KARACHI: “The work of architect has gone from cutting stone to just tracing lines on paper,” said Prof Mehrdad Hadighi of the Pennsylvania State University during his keynote lecture at the opening ceremony of the International Design Conference Karachi on Monday.

The three-day conference on the theme of ‘Design, evolution, education and practice’ is being held at the Indus Valley School of Art and Architecture.

Prof Hadighi’s highly technical academic talk traced the relationship of theory and philosophy of architectural design. He used Darwin’s assertion about design without the designer to explain that the scientist of evolution believed that favourable variations in natural design such as the beaks of birds even are preserved and that those variations that are “neither useful nor injurious” are not affected by natural selection, and would be left either in a state of flux, or “would ultimately become fixed, owing to the nature of the organisms and the nature of the conditions”.


Three-day International Design Conference Karachi opens at IVS


Over the years, the techniques for cutting stone have had to be altered according to the terrain, he said, adding that the tools, too, had been evolved.

“Design has had to work out itself through idealisation. Poets use the written word to communicate ideas but editing distances is further from pure thought. Design is a bridge between art and science but the designer has now been distanced from his ideas by getting someone else to materialise it,” he explained.

What he meant was that the architect who at one time both designed and built structures is no longer doing so. “Design and construction were separated from each other. The architect was given the intellectual or ‘noble’ work while the builder was responsible for the physical labour,” he said.

The separation of design and construction is like “a divorce between thinking and working,” he further explained, while showing through various examples that the bifurcation of ideas and materialisation was not particularly that good an idea.

For instance, he said, there were people who altered a building according to their needs by replacing and changing materials such as paint, metal, wood, glass, cement, etc. Columns, beams and prefabricated parts also came into play as the space between ideas and material, between drawings and buildings, became places to explore and innovate. How making adjustments to old designs and living areas according to the need of individuals gave way to something remarkable such as creating different units within one structure, he observed.

“This is how you come up with practical design to make an environment-friendly place to live in,” he said while sharing the pictures of buildings with holes drilled through for ventilation and lights, all done due to necessity as the designer and constructor become one and the same.

Co-chair of the conference Farah Mahbub, IVS dean of academics Dr Jawaid Haider and Anthony Dean of the US State Department’s Cultural Affairs also spoke.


YOUR GOAL:
A partial copy is required: transcribe exactly the lines from the one containing "Resolution: 1024x768. Locate" through the last line below, without any pictures.

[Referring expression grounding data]

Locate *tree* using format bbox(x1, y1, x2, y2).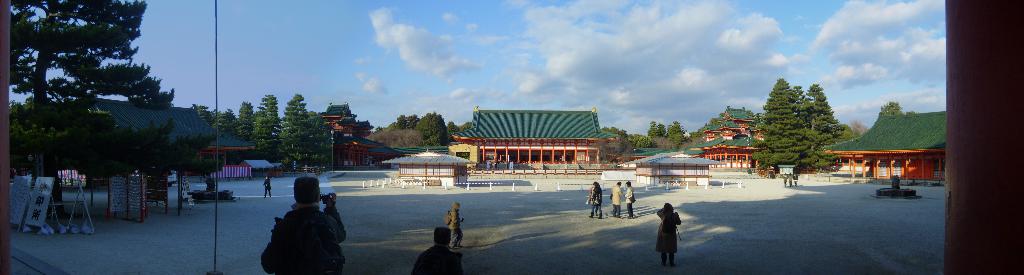
bbox(876, 103, 905, 121).
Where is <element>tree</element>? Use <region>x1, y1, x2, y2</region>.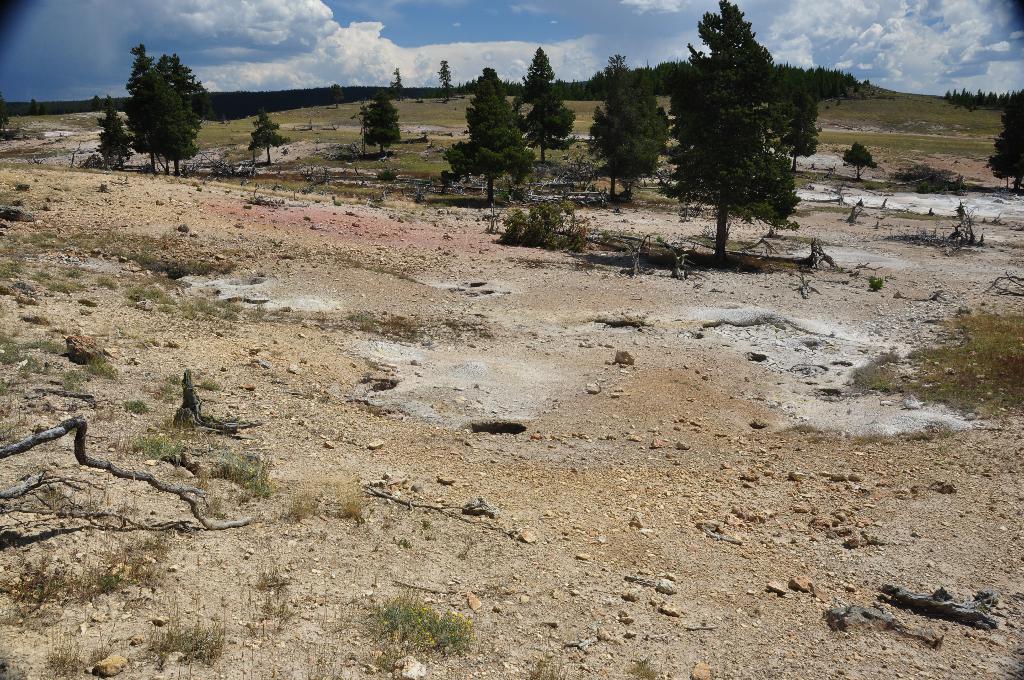
<region>438, 60, 456, 105</region>.
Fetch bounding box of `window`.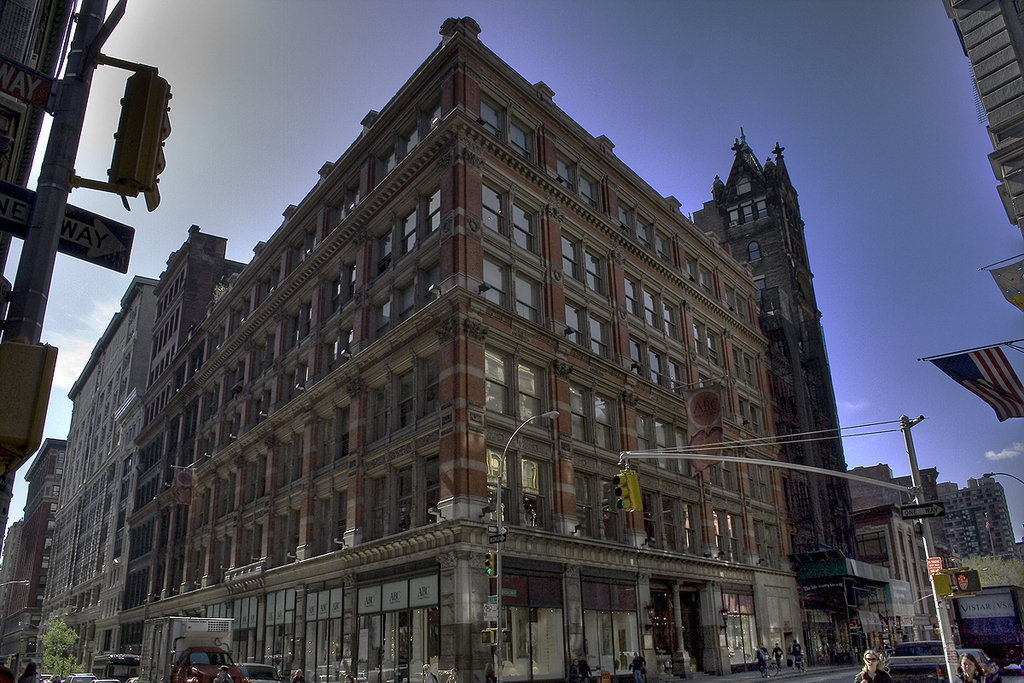
Bbox: 485/251/537/325.
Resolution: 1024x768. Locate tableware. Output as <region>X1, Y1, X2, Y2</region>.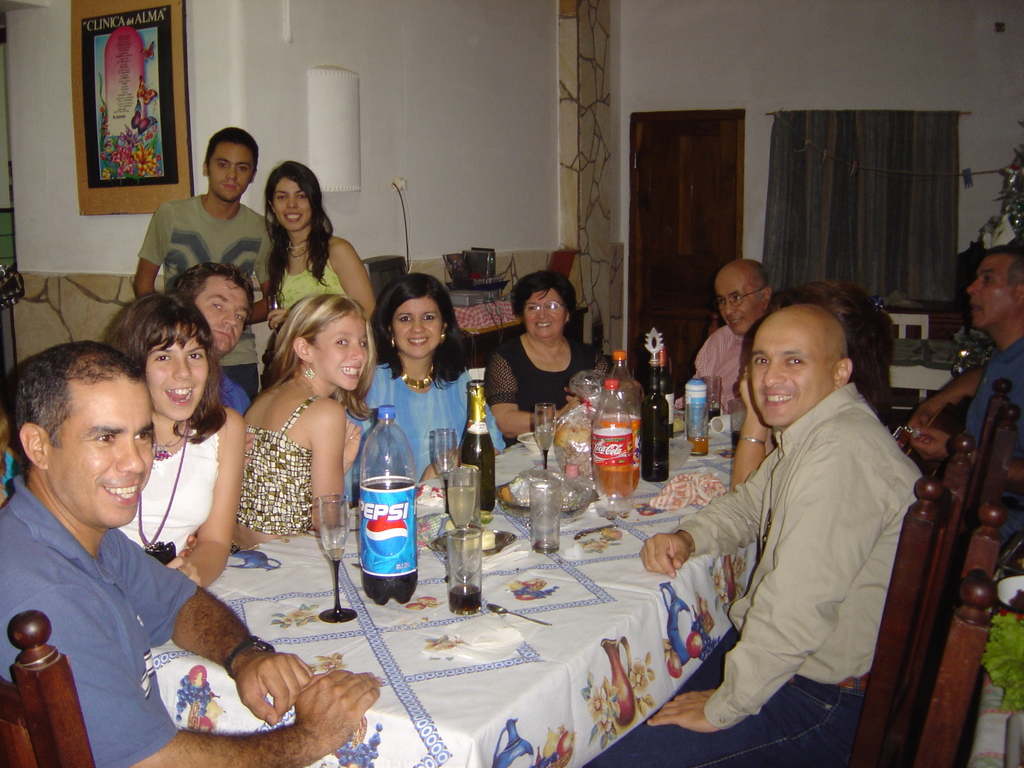
<region>515, 430, 563, 458</region>.
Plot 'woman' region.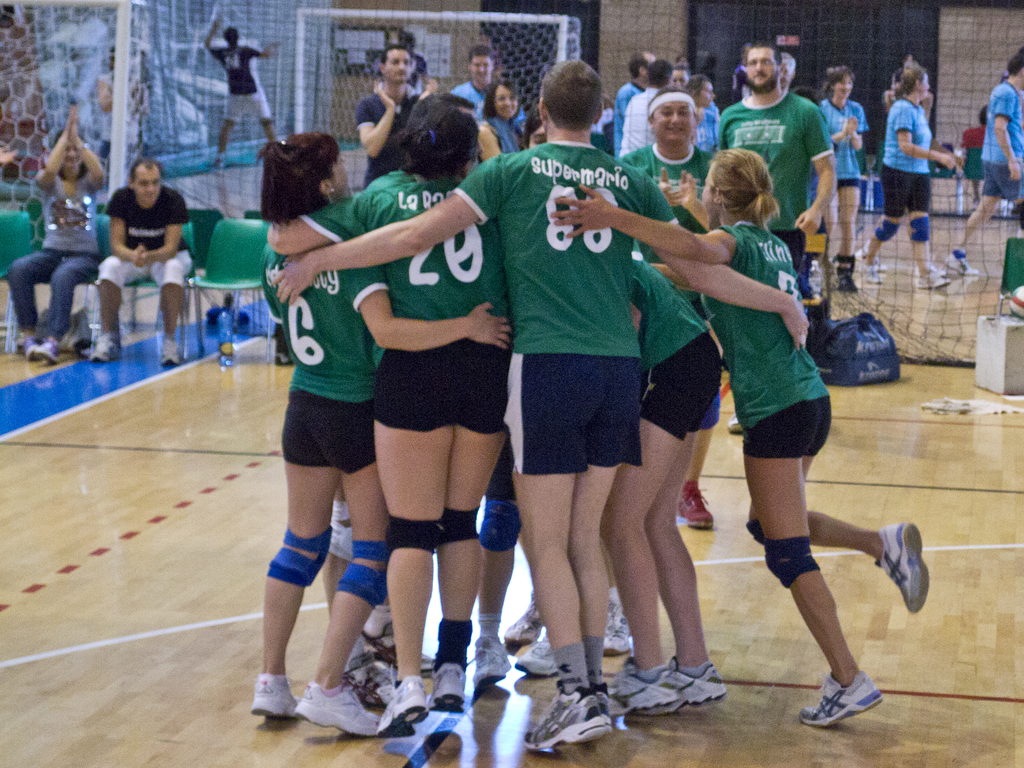
Plotted at <region>554, 148, 940, 729</region>.
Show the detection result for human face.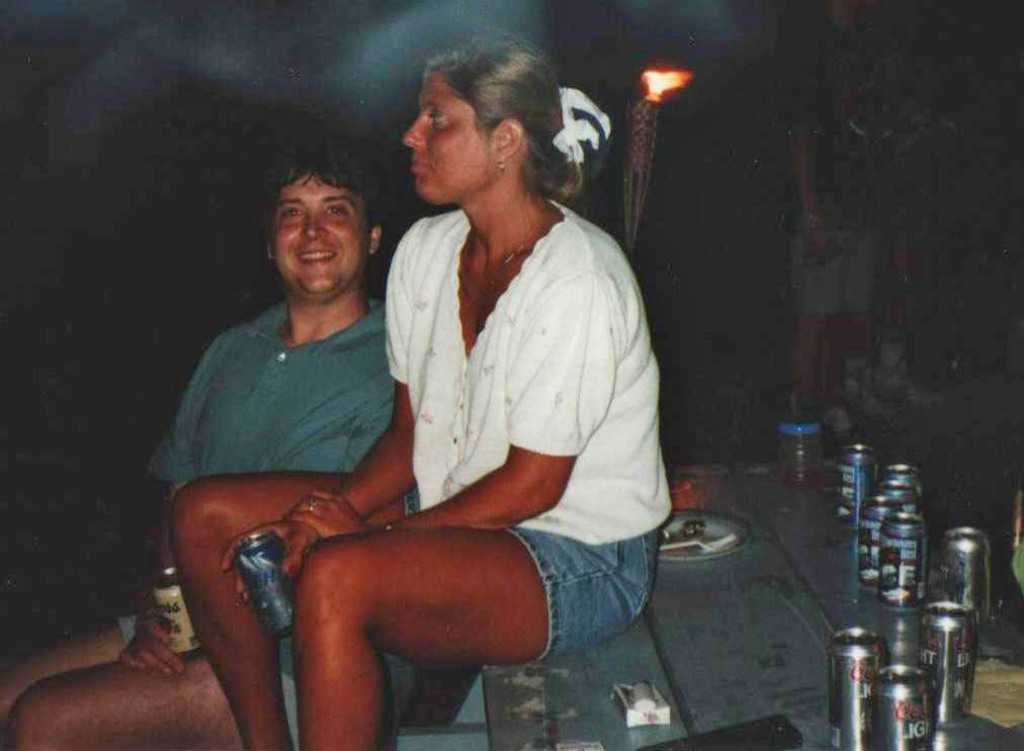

EXERCISE OUTPUT:
Resolution: 1024x768. Locate tableware. Output as <region>X1, Y1, X2, Y2</region>.
<region>515, 430, 563, 458</region>.
Plot 'woman' region.
Plotted at <region>554, 148, 940, 729</region>.
Show the detection result for human face.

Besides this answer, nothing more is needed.